A monolith isn’t necessarily a bad thing; it’s just a single, indivisible unit of deployment, and that can be a feature, not a bug.

Let’s see what this looks like in practice. Imagine a simple e-commerce platform. In a monolithic architecture, all the code for user authentication, product catalog, shopping cart, order processing, and payment gateway integration lives within a single codebase, deployed as one application.

+---------------------------------+
|          Monolith App           |
+---------------------------------+
| - User Auth Service             |
| - Product Catalog Service       |
| - Shopping Cart Service         |
| - Order Processing Service      |
| - Payment Gateway Integration   |
+---------------------------------+

When a user browses products, the product catalog service code runs within the same process as the user authentication code. When they add to cart, that code also runs in the same process. Communication between these "services" is just function calls within the same memory space. This is incredibly fast and simple.

Now, consider a microservices approach for the same e-commerce platform. Each of the previous "services" is now an independent application, deployed separately and communicating over a network.

+-----------------+   +-----------------+   +-----------------+
| User Auth Svc   |---| Product Catalog |---| Shopping Cart   |
+-----------------+   +-----------------+   +-----------------+
        |                     |                     |
        v                     v                     v
+-----------------+   +-----------------+   +-----------------+
| Order Processing|---| Payment Gateway |   | ... other svcs  |
+-----------------+   +-----------------+   +-----------------+

Communication here isn’t a simple function call. It’s typically done via HTTP requests (REST) or asynchronous messaging (like Kafka or RabbitMQ). This introduces network latency and complexity.

The fundamental problem microservices solve is managing complexity at scale. As a monolith grows, the codebase becomes harder to understand, test, and deploy. Different teams working on different features can step on each other’s toes. A bug in one part of the application could bring down the entire system. Microservices break down this large, complex application into smaller, independently deployable units. Each microservice focuses on a specific business capability, has its own codebase, and can be developed, deployed, and scaled independently by a small, dedicated team. This allows for faster iteration, technology diversity, and improved resilience – if one microservice fails, the others can often continue operating.

The choice between monolith and microservices hinges on your team’s maturity, the complexity of your domain, and your scaling needs. For small teams and simpler applications, a monolith offers faster initial development and simpler operations. As the application grows in complexity and the team scales, the benefits of microservices – independent deployments, technology choices, and fault isolation – begin to outweigh the operational overhead. You can even start with a well-structured monolith and strategically break out services as needed, a pattern often called the "monolith first" or "modular monolith" approach.

When you’re dealing with microservices, you’ll often find yourself needing to manage distributed transactions. The common approach is to use a saga pattern, where a sequence of local transactions is coordinated across multiple services. Each local transaction updates its own database and publishes an event to trigger the next step in the saga. If a step fails, compensating transactions are executed to roll back the changes made by previous steps. This avoids the need for traditional distributed two-phase commit protocols, which are notoriously difficult to implement and scale in a microservices environment, by trading ACID guarantees for eventual consistency and higher availability.

The next logical step after grappling with microservices is understanding how to effectively monitor and trace requests across these distributed services.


* _TASK_
Each entry below is to be given again word for word, with no pictures.

Records drawn from a dataset
---------------

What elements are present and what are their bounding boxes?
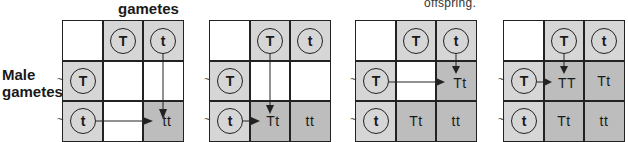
offspring-cell [250,61,290,101]
grid-line [504,60,624,62]
grid-line [210,100,330,102]
grid-line [142,21,144,141]
male-gamete-cell-T: T [356,61,396,101]
squiggle-icon: ~ [204,73,210,85]
female-gamete-cell-T: T [396,21,436,61]
female-gamete-cell-t: t [436,21,476,61]
corner-cell [210,21,250,61]
grid-line [504,100,624,102]
punnett-square-step-4: T t T t TT Tt Tt tt ~ ~ [503,20,625,142]
male-gamete-cell-T: T [63,61,103,101]
female-gamete-cell-t: t [143,21,183,61]
punnett-square-step-2: T t T t Tt tt ~ ~ [209,20,331,142]
punnett-square-step-1: T t T t tt ~ ~ [62,20,184,142]
offspring-cell: tt [436,101,476,141]
caption-fragment: offspring. [424,0,476,10]
squiggle-icon: ~ [57,73,63,85]
offspring-cell: Tt [396,101,436,141]
gamete-circle: T [403,28,429,54]
grid-line [249,21,251,141]
punnett-square-step-3: T t T t Tt Tt tt ~ ~ [355,20,477,142]
male-gamete-cell-T: T [210,61,250,101]
grid-line [210,60,330,62]
offspring-cell: tt [143,101,183,141]
corner-cell [504,21,544,61]
gamete-circle: t [217,108,243,134]
grid-line [289,21,291,141]
squiggle-icon: ~ [350,113,356,125]
grid-line [102,21,104,141]
gamete-circle: t [70,108,96,134]
gamete-circle: t [443,28,469,54]
female-gametes-label: gametes [118,0,179,17]
offspring-cell: Tt [436,61,476,101]
offspring-cell: tt [290,101,330,141]
gamete-circle: t [297,28,323,54]
offspring-cell: TT [544,61,584,101]
male-gamete-cell-t: t [63,101,103,141]
grid-line [63,60,183,62]
male-gamete-cell-t: t [504,101,544,141]
offspring-cell: Tt [544,101,584,141]
male-gametes-label: Male gametes [2,66,63,100]
gamete-circle: T [551,28,577,54]
offspring-cell [290,61,330,101]
squiggle-icon: ~ [498,73,504,85]
female-gamete-cell-T: T [544,21,584,61]
female-gamete-cell-T: T [250,21,290,61]
grid-line [63,100,183,102]
offspring-cell [396,61,436,101]
grid-line [543,21,545,141]
corner-cell [356,21,396,61]
male-gametes-label-line1: Male [2,66,63,83]
offspring-cell: Tt [250,101,290,141]
gamete-circle: T [70,68,96,94]
grid-line [356,60,476,62]
gamete-circle: t [591,28,617,54]
gamete-circle: t [363,108,389,134]
male-gamete-cell-T: T [504,61,544,101]
grid-line [583,21,585,141]
female-gamete-cell-t: t [584,21,624,61]
offspring-cell: tt [584,101,624,141]
squiggle-icon: ~ [498,113,504,125]
squiggle-icon: ~ [350,73,356,85]
gamete-circle: T [217,68,243,94]
grid-line [435,21,437,141]
gamete-circle: t [150,28,176,54]
female-gamete-cell-T: T [103,21,143,61]
offspring-cell: Tt [584,61,624,101]
squiggle-icon: ~ [204,113,210,125]
male-gametes-label-line2: gametes [2,83,63,100]
squiggle-icon: ~ [57,113,63,125]
offspring-cell [143,61,183,101]
male-gamete-cell-t: t [210,101,250,141]
offspring-cell [103,61,143,101]
gamete-circle: T [257,28,283,54]
gamete-circle: T [511,68,537,94]
gamete-circle: T [363,68,389,94]
male-gamete-cell-t: t [356,101,396,141]
female-gamete-cell-t: t [290,21,330,61]
grid-line [356,100,476,102]
offspring-cell [103,101,143,141]
gamete-circle: T [110,28,136,54]
grid-line [395,21,397,141]
gamete-circle: t [511,108,537,134]
corner-cell [63,21,103,61]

---------------

* _EXERCISE ANSWER_
What elements are present and what are their bounding boxes?
offspring-cell [250,61,290,101]
grid-line [504,60,624,62]
grid-line [210,100,330,102]
grid-line [142,21,144,141]
male-gamete-cell-T: T [356,61,396,101]
squiggle-icon: ~ [204,73,210,85]
female-gamete-cell-T: T [396,21,436,61]
female-gamete-cell-t: t [436,21,476,61]
corner-cell [210,21,250,61]
grid-line [504,100,624,102]
punnett-square-step-4: T t T t TT Tt Tt tt ~ ~ [503,20,625,142]
male-gamete-cell-T: T [63,61,103,101]
female-gamete-cell-t: t [143,21,183,61]
punnett-square-step-2: T t T t Tt tt ~ ~ [209,20,331,142]
punnett-square-step-1: T t T t tt ~ ~ [62,20,184,142]
offspring-cell: tt [436,101,476,141]
caption-fragment: offspring. [424,0,476,10]
squiggle-icon: ~ [57,73,63,85]
offspring-cell: Tt [396,101,436,141]
gamete-circle: T [403,28,429,54]
grid-line [249,21,251,141]
punnett-square-step-3: T t T t Tt Tt tt ~ ~ [355,20,477,142]
male-gamete-cell-T: T [210,61,250,101]
grid-line [210,60,330,62]
offspring-cell: tt [143,101,183,141]
corner-cell [504,21,544,61]
gamete-circle: t [217,108,243,134]
grid-line [289,21,291,141]
squiggle-icon: ~ [350,113,356,125]
grid-line [102,21,104,141]
gamete-circle: t [70,108,96,134]
gamete-circle: t [443,28,469,54]
female-gametes-label: gametes [118,0,179,17]
offspring-cell: Tt [436,61,476,101]
offspring-cell: tt [290,101,330,141]
gamete-circle: t [297,28,323,54]
offspring-cell: TT [544,61,584,101]
male-gamete-cell-t: t [63,101,103,141]
grid-line [63,60,183,62]
male-gamete-cell-t: t [504,101,544,141]
offspring-cell: Tt [544,101,584,141]
male-gametes-label: Male gametes [2,66,63,100]
gamete-circle: T [551,28,577,54]
offspring-cell [290,61,330,101]
squiggle-icon: ~ [498,73,504,85]
female-gamete-cell-T: T [544,21,584,61]
female-gamete-cell-T: T [250,21,290,61]
grid-line [63,100,183,102]
offspring-cell [396,61,436,101]
grid-line [543,21,545,141]
corner-cell [356,21,396,61]
male-gametes-label-line1: Male [2,66,63,83]
offspring-cell: Tt [250,101,290,141]
gamete-circle: T [70,68,96,94]
grid-line [356,60,476,62]
gamete-circle: t [591,28,617,54]
gamete-circle: t [363,108,389,134]
male-gamete-cell-T: T [504,61,544,101]
grid-line [583,21,585,141]
female-gamete-cell-t: t [584,21,624,61]
offspring-cell: tt [584,101,624,141]
squiggle-icon: ~ [498,113,504,125]
squiggle-icon: ~ [350,73,356,85]
gamete-circle: T [217,68,243,94]
grid-line [435,21,437,141]
gamete-circle: t [150,28,176,54]
female-gamete-cell-T: T [103,21,143,61]
offspring-cell: Tt [584,61,624,101]
squiggle-icon: ~ [204,113,210,125]
male-gametes-label-line2: gametes [2,83,63,100]
squiggle-icon: ~ [57,113,63,125]
offspring-cell [143,61,183,101]
male-gamete-cell-t: t [210,101,250,141]
offspring-cell [103,61,143,101]
gamete-circle: T [257,28,283,54]
gamete-circle: T [511,68,537,94]
gamete-circle: T [363,68,389,94]
male-gamete-cell-t: t [356,101,396,141]
female-gamete-cell-t: t [290,21,330,61]
grid-line [356,100,476,102]
offspring-cell [103,101,143,141]
gamete-circle: T [110,28,136,54]
grid-line [395,21,397,141]
gamete-circle: t [511,108,537,134]
corner-cell [63,21,103,61]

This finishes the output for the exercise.